Which is not to say that the repertoire that interests Kempf isn’t virtuoso music of the highest order, as his Sydney program demonstrates. It’s been infl uenced in part by the bicentenary celebrations of Liszt’s birth in 1811. Elsewhere in the world this year he is performing an all-Liszt program. That selection has formed the basis for what he will play in Sydney.

In choosing Beethoven for the fi rst half, he explains, he’s opted for works which ‘sound as if they would be familiar, but which are probably less familiar than, say, the Pathétique Sonata or the Appassionata.’ Even more important is the experimental side of Beethoven these two works reveal. ‘Both have very unusual pianistic eff ects, pioneering for the time,’ he say. ‘I’m thinking of the end of the Waldstein, where he marks for the pedal to be held down to create this aura of sound.’ The Eroica Variations is remarkable for its technical challenges too. ‘Before Beethoven, a composer wasn’t expecting the performer to really practise – but with the Eroica Variations there is no way anyone could just sit down and sightread it. It takes a lot of work, and that in itself was a new thing.’
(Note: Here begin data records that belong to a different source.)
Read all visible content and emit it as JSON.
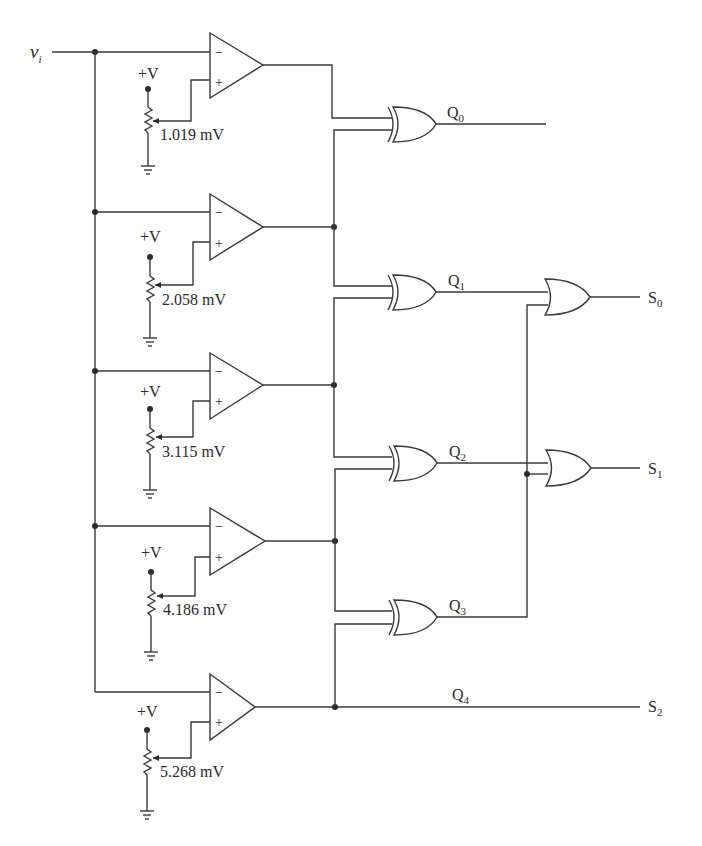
{
  "diagram": {
    "type": "flash-adc-comparator-encoder",
    "input": {
      "label": "v",
      "subscript": "i"
    },
    "supply_label": "+V",
    "comparators": [
      {
        "id": 1,
        "reference": "1.019 mV",
        "minus": "−",
        "plus": "+"
      },
      {
        "id": 2,
        "reference": "2.058 mV",
        "minus": "−",
        "plus": "+"
      },
      {
        "id": 3,
        "reference": "3.115 mV",
        "minus": "−",
        "plus": "+"
      },
      {
        "id": 4,
        "reference": "4.186 mV",
        "minus": "−",
        "plus": "+"
      },
      {
        "id": 5,
        "reference": "5.268 mV",
        "minus": "−",
        "plus": "+"
      }
    ],
    "xor_outputs": [
      {
        "label": "Q",
        "subscript": "0"
      },
      {
        "label": "Q",
        "subscript": "1"
      },
      {
        "label": "Q",
        "subscript": "2"
      },
      {
        "label": "Q",
        "subscript": "3"
      }
    ],
    "q4": {
      "label": "Q",
      "subscript": "4"
    },
    "outputs": [
      {
        "label": "S",
        "subscript": "0"
      },
      {
        "label": "S",
        "subscript": "1"
      },
      {
        "label": "S",
        "subscript": "2"
      }
    ]
  }
}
Most striking in Kempf ’s Liszt selections is that only one work, the Petrarch Sonnet, is original. The rest show Liszt wearing his transcriber’s hat, from Rossini’s tarantella, La Danza, to the monumental Réminiscences de Don Juan – ‘one of the craziest, most diffi cult, ostentatious works of Liszt you’re ever likely to fi nd.’ Kempf is fascinated by the 19th-century practice of transcription and the way such pieces, especially transcriptions of opera, not only brought music to a wider audience but functioned almost as trailers for the complete work. Playing these transcriptions has given him an appreciation for Liszt’s knack for making the piano sound like an orchestra.

Beethoven and Liszt – both risk-takers and pushing musical and technical boundaries. And, as Kempf points out, ‘they were both pianist-composers who used their solo careers to push their composing careers and vice versa. That is important, because you have to think that they were writing for themselves. They were writing music that they would be performing in concert. Which is why they could push those boundaries.’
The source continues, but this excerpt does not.